Cantatas for the Feast of St. John the Baptist (CD1)
Ihr Menschen, rühmet Gottes Liebe BWV 167; Christ unser Herr zum Jordan kam BWV 7; Freue dich, erlöste Schar BWV 30

Cantatas for the First Sunday after Trinity
(CD2)
Die Elenden sollen essen BWV 75; Brich dem Hungrigen dein Brot BWV 39; O Ewigkeit, du Donnerwort BWV 20

Joanne Lunne, Gillian Keith, Wilke te Brummelstroete, Paul Agnew, Dietrich Henschel
The Monteverdi Choir, The English Baroque Soloists/John Eliot Gardiner

Monteverdi Productions CD SDG101 [£17.00]

A rousing welcome to this triumph over adversity, in a spiritual context one of Bach's themes. This Volume 1 on a new label is a tribute to persistence and cooperation to circumvent the malign influence of Universal's accountants after Deutsche Grammophon reneged on their intention to issue the whole of John Eliot Gardiner's Bach Cantata Pilgrimage 2000. Musical Pointers, which focuses especially on artists and ventures outside the mainstream, has not recently been receiving Universal's releases for review, so it is pleased to endorse the universal praise which the first Monteverdi Productions releases have accrued.

The cantatas were performed on the feast days for which they were written and the releases reflect those couplings. We attended the first leg of the British part of the tour, January 2000 at Greenwich. This first 2CD set was performed and recorded live in June 2000 at St Giles Cripplegate in the City of London, its excellent acoustic for music of this type frequently used for BBC R3 broadcasts.

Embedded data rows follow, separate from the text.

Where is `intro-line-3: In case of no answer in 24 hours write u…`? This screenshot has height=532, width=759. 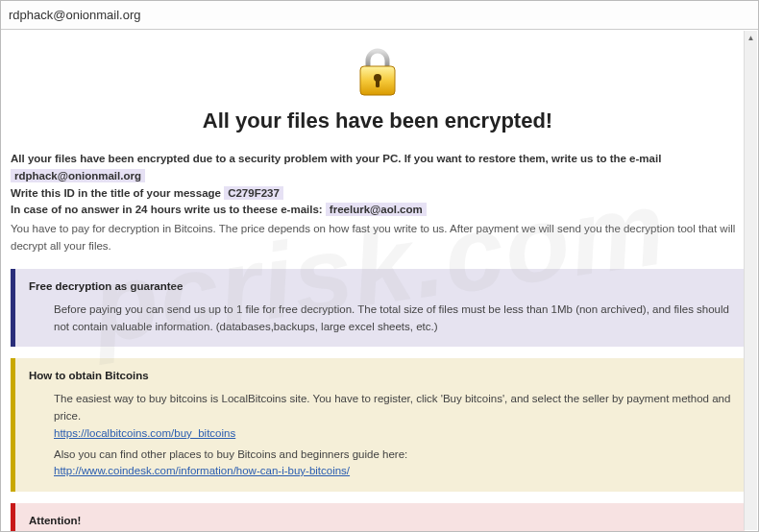 intro-line-3: In case of no answer in 24 hours write u… is located at coordinates (378, 210).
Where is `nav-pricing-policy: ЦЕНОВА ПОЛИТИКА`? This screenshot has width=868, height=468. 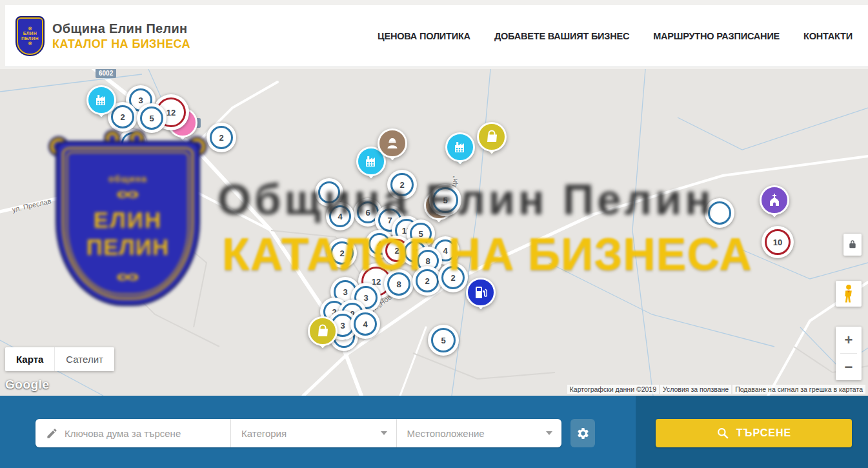 nav-pricing-policy: ЦЕНОВА ПОЛИТИКА is located at coordinates (424, 36).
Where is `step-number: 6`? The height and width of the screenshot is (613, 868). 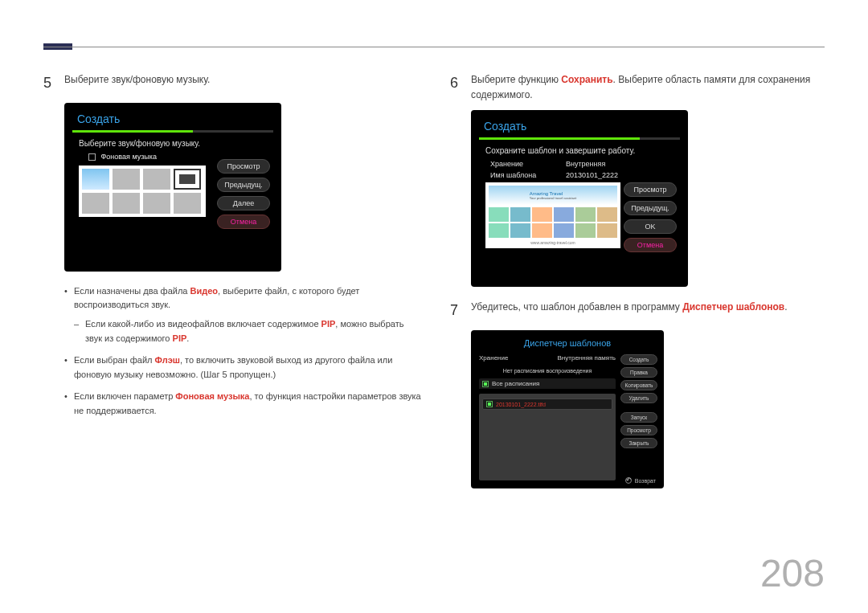
step-number: 6 is located at coordinates (457, 87).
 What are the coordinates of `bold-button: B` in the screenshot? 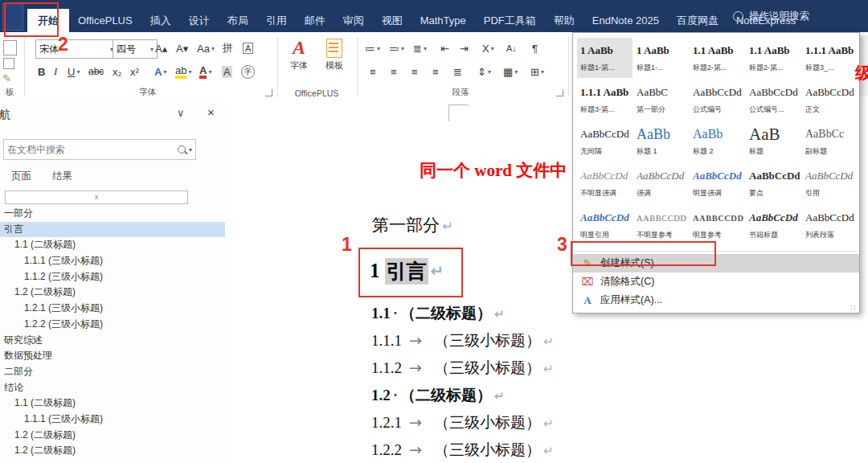 It's located at (42, 72).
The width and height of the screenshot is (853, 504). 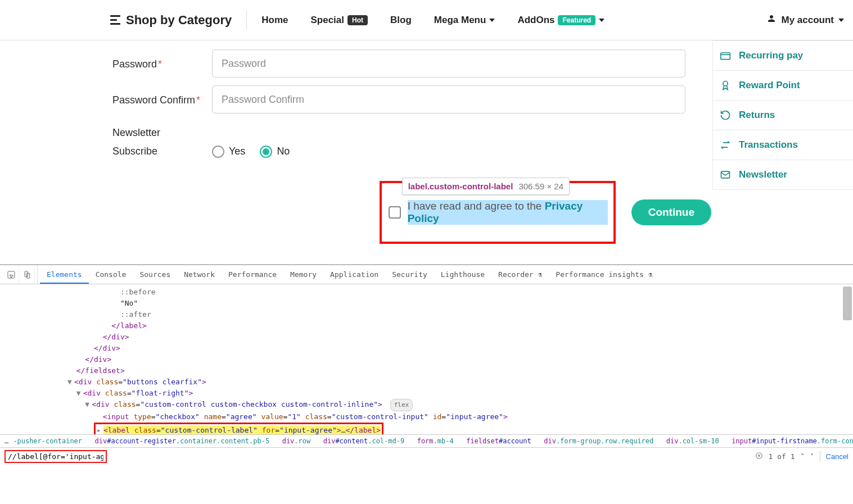 What do you see at coordinates (252, 274) in the screenshot?
I see `tab-performance: Performance` at bounding box center [252, 274].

The music is breathtakingly various and there is a sense of participation in something of immense importance, so that everyone is giving of their best. The hand-picked Monteverdi Choir is magnificent and its contributions enhance the grandest moments, which are often in the choruses. Many of the arias and choruses will be unknown and are likely to be greeted with wonderment; the soloists take their difficulties in their stride and reflect the vast improvement in Bach-singing over recent decades. The tones of the period wind instruments are ravishing and well balanced with the voices by the engineers.

The presentation is in black case-bound books, with bright, easily legible, white on black printing of personal notes by Gardiner, which become particularly graphic describing the horrors of BWV 20, and comments by some of his musicians; bass Dietrich Henschel (who 'strode purposively to climb into the pulpit and deliver a harrowing contemplation of a thousand million years with all the demons) felt that in these concerts 'the dichotomy between the spiritual and the operatic vanished; they became real 'services'.

Information, including texts with translations, is comprehensive and, whilst navigating the pages was not easy immediately, the format will be consistent through the series.

At £17 for each book with two well-filled CDs, the Monteverdi Productions Bach cantatas are good value and some of them should find places in everyone's collections.

Monteverdi Productions Vol 8 SDG 104 received is equally recommendable; click on the catalogue number to listen to excerpts and see sleeve notes:

Cantatas for the 15th Sunday after trinity
BWV 138 - Warum betrübst du dich, mein Herz
BWV 99 - Was Gott tut, das is wohlgetan
BWV 51 - Jauchzet Gott in allen Landen!
BWV 100 - Was Gott tut, das is wohlgetan

Cantatas for the 16th Sunday after Trinity
BWV 161 - Komm, du süsse Todesstunde
BWV 27 - Wer weiss, wie nahe mir mein Ende!
BWV 8 - Liebster Gott, wann werd ich sterben?